In an hour-long conversation with comedian Marc Maron, President Obama walked through familiar rhetoric of Obamacare, climate change, and political gridlock. But when it came to race relations in this country, particularly in light of the horrific attack on a black church in Charleston, South Carolina, Wednesday, there were no holds barred. In fact, Obama used the N-word to talk about Charleston and how racism has continued to permeate society despite race relations ultimately improving over the decades.

The interview, posted online Sunday at midnight, was a candid conversation between the president and the popular podcast host of WTF with Marc Maron. Understandably, much of the chat centered around the recent rise in attention on racial attacks and incidents against the black community. Obama insisted race relations have improved dramatically since the 1950s, but there was still plenty of work to do. And it was during that talk Obama dropped the N-word. No bleep.

Racism, we are not cured of it. And it's not just a matter of it not being polite to say n*gger in public. That's not a measure of whether racism exists or not. It's not just a matter of overt discrimination. Societies don't overnight completely erase everything that happened 200 to 300 years prior.

The N-word is generally taboo, and the setting of the casual podcast (the interview was taped in Maron's garage) likely played into the risky move. To have the president of the United States publicly say the word to make a point is controversial. And it might just be necessary.

What came across in Obama's interview was a beleaguered leader tired of talking about race relations as an abstract concept. We saw that in his statement soon after the Charleston attack, a man who was visibly shaken with being forced to make the same comments on mass shootings.
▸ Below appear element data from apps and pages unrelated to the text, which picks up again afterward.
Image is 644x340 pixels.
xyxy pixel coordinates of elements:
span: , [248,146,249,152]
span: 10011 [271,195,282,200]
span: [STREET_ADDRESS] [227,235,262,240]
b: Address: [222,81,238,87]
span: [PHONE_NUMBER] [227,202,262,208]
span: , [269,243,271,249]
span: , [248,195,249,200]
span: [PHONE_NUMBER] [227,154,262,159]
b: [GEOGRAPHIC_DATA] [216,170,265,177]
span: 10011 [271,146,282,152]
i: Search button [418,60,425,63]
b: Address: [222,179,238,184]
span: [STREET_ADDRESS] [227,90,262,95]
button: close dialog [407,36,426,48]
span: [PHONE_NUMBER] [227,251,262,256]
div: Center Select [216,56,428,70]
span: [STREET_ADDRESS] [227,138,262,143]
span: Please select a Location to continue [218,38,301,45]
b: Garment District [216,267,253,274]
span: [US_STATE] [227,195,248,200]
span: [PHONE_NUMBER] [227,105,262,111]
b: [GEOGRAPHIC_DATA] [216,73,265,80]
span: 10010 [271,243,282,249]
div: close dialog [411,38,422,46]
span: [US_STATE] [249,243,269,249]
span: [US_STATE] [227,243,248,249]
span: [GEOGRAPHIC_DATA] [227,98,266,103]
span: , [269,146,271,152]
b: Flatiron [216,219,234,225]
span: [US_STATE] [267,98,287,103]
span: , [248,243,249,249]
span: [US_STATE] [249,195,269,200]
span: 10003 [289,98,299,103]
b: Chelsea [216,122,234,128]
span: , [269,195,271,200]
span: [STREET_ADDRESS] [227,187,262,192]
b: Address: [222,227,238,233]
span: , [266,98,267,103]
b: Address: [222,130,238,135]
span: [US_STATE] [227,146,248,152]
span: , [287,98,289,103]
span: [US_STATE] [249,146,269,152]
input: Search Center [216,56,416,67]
During Maron's interview, Obama clarified exactly what he meant.

The point I made in the immediate aftermath of the killing was that I've done this way too often. During the course of my presidency, it feels as if a couple times a year, I end up having to speak to the country and speak to a particular community about a devastating loss and the grieving that the country feels is real.
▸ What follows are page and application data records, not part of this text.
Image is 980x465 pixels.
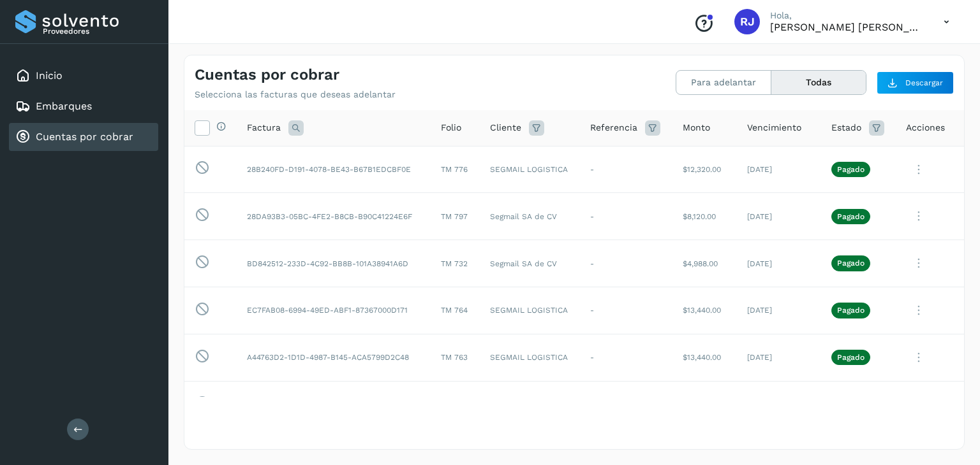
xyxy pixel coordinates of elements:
[431,287,480,334] td: TM 764
[905,77,943,89] span: Descargar
[672,287,737,334] td: $13,440.00
[194,89,395,100] p: Selecciona las facturas que deseas adelantar
[737,381,821,428] td: 28/ago/2025
[490,121,521,134] span: Cliente
[431,193,480,240] td: TM 797
[43,27,153,35] p: Proveedores
[431,146,480,193] td: TM 776
[580,287,672,334] td: -
[837,353,864,362] p: Pagado
[480,146,580,193] td: SEGMAIL LOGISTICA
[682,121,710,134] span: Monto
[35,131,134,143] a: Cuentas por cobrar
[672,193,737,240] td: $8,120.00
[580,146,672,193] td: -
[431,381,480,428] td: TM 711
[580,240,672,287] td: -
[906,121,945,134] span: Acciones
[837,212,864,221] p: Pagado
[770,10,923,21] p: Hola,
[480,381,580,428] td: Segmail SA de CV
[737,334,821,381] td: [DATE]
[580,381,672,428] td: -
[35,69,63,82] a: Inicio
[771,71,866,95] button: Todas
[247,121,281,134] span: Factura
[480,287,580,334] td: SEGMAIL LOGISTICA
[480,240,580,287] td: Segmail SA de CV
[837,306,864,315] p: Pagado
[831,121,861,134] span: Estado
[672,381,737,428] td: $20,360.00
[737,193,821,240] td: [DATE]
[9,93,158,121] div: Embarques
[672,240,737,287] td: $4,988.00
[737,146,821,193] td: [DATE]
[236,240,431,287] td: BD842512-233D-4C92-BB8B-101A38941A6D
[480,334,580,381] td: SEGMAIL LOGISTICA
[737,240,821,287] td: [DATE]
[194,65,339,84] h4: Cuentas por cobrar
[580,193,672,240] td: -
[672,146,737,193] td: $12,320.00
[747,121,801,134] span: Vencimiento
[876,71,953,95] button: Descargar
[431,334,480,381] td: TM 763
[837,259,864,268] p: Pagado
[35,100,92,112] a: Embarques
[480,193,580,240] td: Segmail SA de CV
[9,123,158,151] div: Cuentas por cobrar
[236,146,431,193] td: 28B240FD-D191-4078-BE43-B67B1EDCBF0E
[737,287,821,334] td: [DATE]
[770,21,923,33] p: RODRIGO JAVIER MORENO ROJAS
[676,71,771,95] button: Para adelantar
[580,334,672,381] td: -
[590,121,637,134] span: Referencia
[236,381,431,428] td: 8ADFA9DE-0321-4750-94B1-D47E4CD93996
[672,334,737,381] td: $13,440.00
[236,334,431,381] td: A44763D2-1D1D-4987-B145-ACA5799D2C48
[431,240,480,287] td: TM 732
[236,193,431,240] td: 28DA93B3-05BC-4FE2-B8CB-B90C41224E6F
[837,165,864,174] p: Pagado
[9,62,158,90] div: Inicio
[236,287,431,334] td: EC7FAB08-6994-49ED-ABF1-87367000D171
[441,121,461,134] span: Folio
One solution to make these killings less common, he said, would be to enhance gun safety laws, something he claimed the majority of gun owners support.

There's no advanced nation on earth that tolerates multiple shootings on a regular basis and considers it normal. And to some degree, that's what's happened in the country. It's become something that we expect.

Obama specifically called out the NRA's hold on Congress and conceded that he didn't foresee real action happening until something jolted the American public to feel a "sufficient sense of urgency." Sandy Hook, the 2012 shooting when 20 children were killed along with six adults, wasn't enough apparently, Obama said. Congress' inability to pass gun control reform soon after Newtown was the closest he felt to being "disgusted, he said. So what will it take to show the public there's still so much to do to eradicate racial hate and violence? Maybe a black president laying out the N-word on the airwaves is a step in the right direction. Because he's right: Being polite enough to not say the N-word in public isn't enough.